The Guardian: “Michael Sandel: ‘The populist backlash has been a revolt against the tyranny of merit’” — “Michael Sandel was 18 years old when he received his first significant lesson in the art of politics.”

New York Times: “Disdain for the Less Educated Is the Last Acceptable Prejudice” — “Joe Biden has a secret weapon in his bid for the presidency: He is the first Democratic nominee in 36 years without a degree from an Ivy League university.”

Financial Times: “Why meritocracy isn’t working” — “Several years ago, a wise colleague wrote a wonderfully contrarian column arguing that no organisation should hire more than a few very clever people.”

Harvard Magazine: “No One Deserves a Spot at Harvard” — “The British sociologist Michael Young coined ‘meritocracy’ in 1958 in the title of a satire, The Rise of the Meritocracy, which purported to look backward from 2034 at a dystopian United Kingdom on the brink of revolution.”

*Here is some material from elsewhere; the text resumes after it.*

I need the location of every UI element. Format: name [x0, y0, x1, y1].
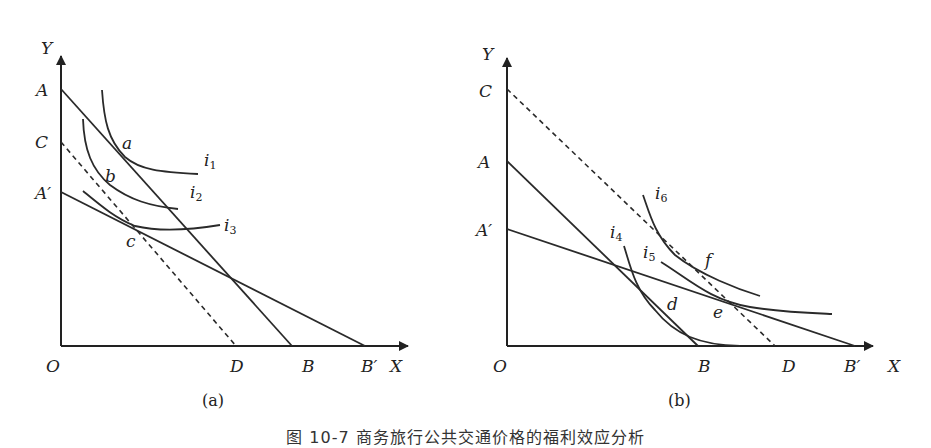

New Yorker: “A Political Philosopher on Why Democrats Should Think Differently About Merit” — “Looming above America’s present struggles over injustice and inequality is the sense that certain self-mythologies are beginning to evaporate.”

New York Times: “Are We All in This Together?” — “Mobilizing to confront the pandemic and, eventually, to reconstruct the shattered economy, requires not only medical and economic expertise but also moral and political renewal. We need to ask a basic question that we have evaded over these last decades: What do we owe one another as citizens?”